Tuesday, January 28, 2014

Use Your Time Well

Since Bonnie called me to tell me that her husband Bruce had passed away, I’ve found myself thinking about how finite and fleeting life is, and that you never know what a day or a week may bring. One day, he’s home and looks like he’s headed back towards healthy, and just five days later, he’s gone.

And it’s made me think about how fragile this life really is. We live in a comfortable western world where we are usually insulated from swift and tragic deaths, and for those that know him, this was a stark reminder that we are much less insulate than we think, and we have far less time than we think we do. The years of our life are seventy, or even by reason of strength eighty; says Psalm 90, yet their span is but toil and trouble; they are soon gone, and we fly away. Who considers the power of your anger, and your wrath according to the fear of you? So teach us to number our days that we may get a heart of wisdom (90:10-12). Those of low estate are but a breath; those of high estate are a delusion; in the balances they go up; they are together lighter than a breath, says Psalm 62 (62:9).

This all leaves me with a question for those who know Christ: How are we using our time? All too often, we waste it. We live in a celebrity, entertainment culture, which sucks us in without us even knowing it, unless we actively fight it. I don’t know if there has ever been a culture more given over to seeking to be entertained than this one. The Romans famously had their bread and circus, but that wasn’t every day. The average American watches 5 hours a day of TV, which works out to around 35 hours a week, or 9 years of your life. And as you get older, apparently TV viewing increases. We all bemoan the fact that the average American youth watches 1200 hours of TV in a year, while they only go to school for about 900 hours, but what we don’t says is that apparently, as you get older, apparently TV viewing goes up. The average youth watches 24 hours of TV, but after that it rises steadily until people over 65 average 48 hours a week, or nearly seven hours a day. 
 
But it’s not just TV, at any time; we have a constant stream of entertainment running by us. Facebook, Twitter, YouTube, this update on my phone calling for my attention. And I haven’t even gotten to video games and the internet. We live in a culture that says, in the words of Nirvana “here I am now, entertain me”.

And it’s so corrosive. Pastor and Theologian John Piper once said that “The greatest enemy of hunger for God is not poison but apple pie. It is not the banquet of the wicked that dulls our appetite for heaven, but endless nibbling at the table of the world. It is not the X-rated video, but the prime-time dribble of triviality we drink in every night.” He’s right. It deadens our mind and softens our heart for God, giving us a love for the world, and a desire for comfort.

The result is that we sit around and spend our time on the trivial and unimportant, and then moan that we don’t have time to read our Bible and pray, and pursue the things of God. Piper commented that “One of the great uses of Twitter and Facebook will be to prove at the Last Day that prayerlessness was not from lack of time”, ouch.

Beyond that, there is our general pursuit of leisure. Moments of leisure are not bad in of and of themselves. But, our culture has made leisure one of the great goals of life. Work, so then you can then do nothing. It’s the great end of life. But the bible says that we where created to work. Work is good. We were created to work for the glory of God, leisure and rest is never the end, the glory of God is. 

And then there’s our pursuit of stuff. The great ability of advertisers is to create an ever in-creasing hole of desire that can never be filled, and so we chase this trinket and that thing, because we’ve been told that if we have that, everything will be complete. And so we run and run on the treadmill chasing things that do not matter. Bubbles and status symbols, things that we think we have to have to fit in, but will one day populate a landfill, because they have been replaced by a newer version. 

We have 168 hours in a week. That's it. What are you doing with them? If we truly believe the gospel, we should reprioritize how we spend our time. Is prayer and scripture near the top of our agenda? Do we prioritize sharing the gospel? Are we prioritizing reading things that build our mind and give us a distinctively Christian worldview and approach to life, or are we taking in drivel? Are we actively dreaming and scheming about how to spread the gospel, or dreaming and scheming about the next movie we’re going to watch? Are you building relationships that you allow for the spread of the gospel, or building your Candy Crush score (if you don’t know what Candy Crush is, that’s a good thing). Don’t waste your life. Desire that your life count for something great! Long for your life to have eternal significance. Don’t coast through life without a passion, being entertained along the way. 

Someday you will stand be-fore God, and give an account of how you used your time, and so I say again, don’t waste it. It is better to lose your life than to waste it. Young, old, especially those of you that are retired, may you use your time well, because life is too short, precarious, and painful to waste it on entertainment or chasing baubles that will fill landfills. Heaven is to great, in the words of piper, hell is too horrible; eternity is too long that we should putter around on the porch of eternity. It is better to lose your life than to waste it. May you use your time wisely, may it count for eternity, and may you be able to say with great joy, “I have fought the good fight, I have finished the race, I have kept the faith (2Tim. 4:7)”, rather than, I have no idea where the time went.

TV Stats came from: Staticbrain, and the NY daily News.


For each line below that includes the word "Stellar", make a copy.

BEGIN INPUT DATA

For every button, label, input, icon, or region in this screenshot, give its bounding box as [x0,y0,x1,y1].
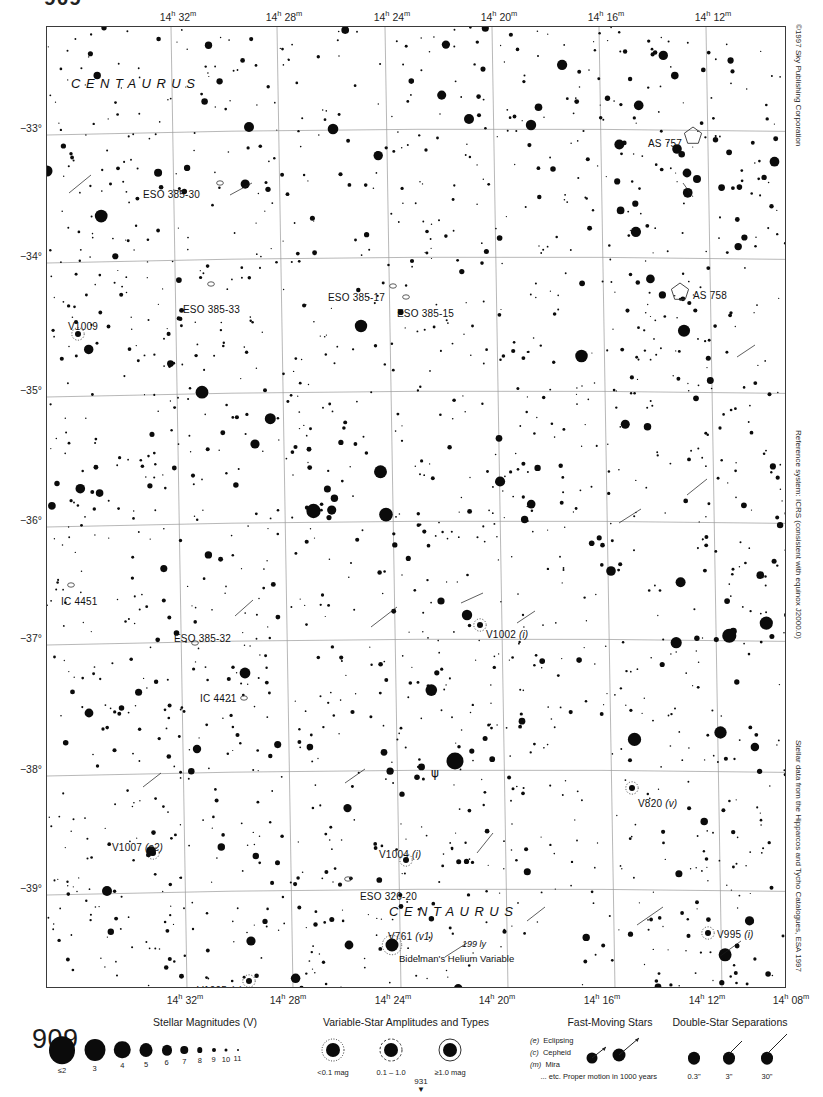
dec-tick-4: −37° [2,632,42,644]
bright-star [102,886,112,896]
ra-tick-top-4: 14h 16m [588,9,625,23]
deep-sky-symbols [68,127,702,881]
magnitude-dot-0 [49,1036,75,1064]
magnitude-dot-9 [237,1049,239,1051]
magnitude-dot-8 [225,1048,228,1051]
deep-sky-label-ic-4421: IC 4421 [200,693,236,704]
magnitude-dot-1 [84,1039,105,1061]
data-source-note: Stellar data from the Hipparcos and Tych… [794,740,803,972]
deep-sky-label-eso-385-33: ESO 385-33 [183,304,240,315]
ra-tick-bottom-2: 14h 24m [375,992,412,1006]
dec-tick-1: −34° [2,250,42,262]
copyright-note: ©1997 Sky Publishing Corporation [794,24,803,146]
ra-tick-bottom-5: 14h 12m [689,992,726,1006]
deep-sky-label-as-758: AS 758 [693,290,727,301]
variable-amplitude-symbol-1 [376,1035,406,1065]
magnitude-label-6: 8 [198,1056,202,1065]
variable-star-label-v820: V820 (v) [638,798,677,809]
bright-star [693,175,701,183]
magnitude-label-5: 7 [182,1057,186,1066]
bayer-label-psi: ψ [431,766,439,780]
ra-tick-bottom-0: 14h 32m [167,992,204,1006]
galaxy-symbol [217,181,224,185]
variable-amplitude-label-2: ≥1.0 mag [434,1068,465,1077]
variable-star-label-v995: V995 (i) [717,929,754,940]
bright-star [193,745,201,753]
dec-tick-6: −39° [2,882,42,894]
magnitude-dot-5 [181,1046,189,1054]
bright-star [246,936,255,945]
bright-star [683,169,692,178]
deep-sky-label-eso-385-15: ESO 385-15 [397,308,454,319]
ra-tick-top-0: 14h 32m [160,9,197,23]
constellation-label-0: CENTAURUS [71,76,200,91]
magnitude-label-4: 6 [164,1058,168,1067]
galaxy-symbol [208,282,215,286]
legend-title-double-stars: Double-Star Separations [673,1016,788,1028]
magnitude-dot-7 [212,1048,216,1052]
magnitude-dot-2 [114,1041,131,1058]
reference-system-note: Reference system: ICRS (consistent with … [794,430,803,639]
double-star-label-1: 3" [726,1072,733,1081]
bright-star [462,610,472,620]
magnitude-dot-3 [140,1043,153,1057]
double-star-dot-0 [688,1052,700,1065]
magnitude-dot-6 [197,1047,203,1053]
ra-tick-top-5: 14h 12m [695,9,732,23]
deep-sky-label-eso-385-30: ESO 385-30 [143,189,200,200]
ra-tick-top-3: 14h 20m [481,9,518,23]
magnitude-dot-4 [162,1045,172,1056]
bright-star [526,120,536,130]
legend-title-variables: Variable-Star Amplitudes and Types [323,1016,489,1028]
double-star-label-0: 0.3" [687,1072,700,1081]
galaxy-symbol [68,583,75,587]
variable-star-label-v1009: V1009 [68,321,98,332]
variable-star-label-v761: V761 (v1) [388,931,433,942]
chart-arrow-icon: ▼ [417,1085,425,1094]
ra-tick-top-2: 14h 24m [374,9,411,23]
chart-legend: 909 Stellar Magnitudes (V) ≤234567891011… [0,1010,823,1097]
bright-star [437,597,444,604]
variable-type-2: (m) Mira [530,1060,560,1069]
adjacent-chart-index: 931 ▼ [414,1078,427,1095]
open-cluster-symbol [684,127,701,143]
variable-amplitude-label-1: 0.1 – 1.0 [376,1068,405,1077]
magnitude-label-9: 11 [234,1054,242,1063]
bright-star-psi-centauri [447,753,464,770]
bright-star [328,124,339,135]
variable-star-label-v1004: V1004 (i) [379,849,421,860]
bright-star [46,166,53,177]
magnitude-label-3: 5 [144,1060,148,1069]
magnitude-label-0: ≤2 [58,1066,66,1075]
variable-type-3: ... etc. [530,1072,561,1081]
open-cluster-symbol [671,283,688,299]
galaxy-symbol [403,295,410,299]
variable-type-1: (c) Cepheid [530,1048,571,1057]
variable-amplitude-label-0: <0.1 mag [317,1068,348,1077]
constellation-label-1: CENTAURUS [389,904,518,919]
bright-star [345,941,354,950]
double-star-label-2: 30" [761,1072,772,1081]
magnitude-label-1: 3 [92,1064,96,1073]
helium-variable-annotation: Bidelman's Helium Variable [399,953,514,964]
dec-tick-3: −36° [2,514,42,526]
bright-star [240,668,251,679]
dec-tick-0: −33° [2,122,42,134]
fast-moving-caption: Proper motion in 1000 years [563,1072,657,1081]
variable-star-label-v1005: V1005 (s) [197,985,242,988]
bright-star [250,439,259,448]
star-chart: CENTAURUSCENTAURUSESO 385-30ESO 385-33ES… [46,26,786,988]
variable-star-label-v1007: V1007 (s2) [112,842,163,853]
ra-tick-bottom-6: 14h 08m [773,992,810,1006]
legend-title-magnitudes: Stellar Magnitudes (V) [153,1016,257,1028]
distance-annotation: 199 ly [462,939,486,949]
galaxy-symbol [241,696,248,700]
ra-tick-bottom-1: 14h 28m [270,992,307,1006]
magnitude-label-8: 10 [222,1055,230,1064]
variable-type-0: (e) Eclipsing [530,1036,573,1045]
magnitude-label-2: 4 [120,1061,124,1070]
dec-tick-2: −35° [2,384,42,396]
deep-sky-label-as-757: AS 757 [648,138,682,149]
variable-amplitude-symbol-2 [435,1035,465,1065]
bright-star [244,122,254,132]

END INPUT DATA

▶ [THE ANSWER]:
data-source-note: Stellar data from the Hipparcos and Tych… [794,740,803,972]
chart-legend: 909 Stellar Magnitudes (V) ≤234567891011… [0,1010,823,1097]
legend-title-magnitudes: Stellar Magnitudes (V) [153,1016,257,1028]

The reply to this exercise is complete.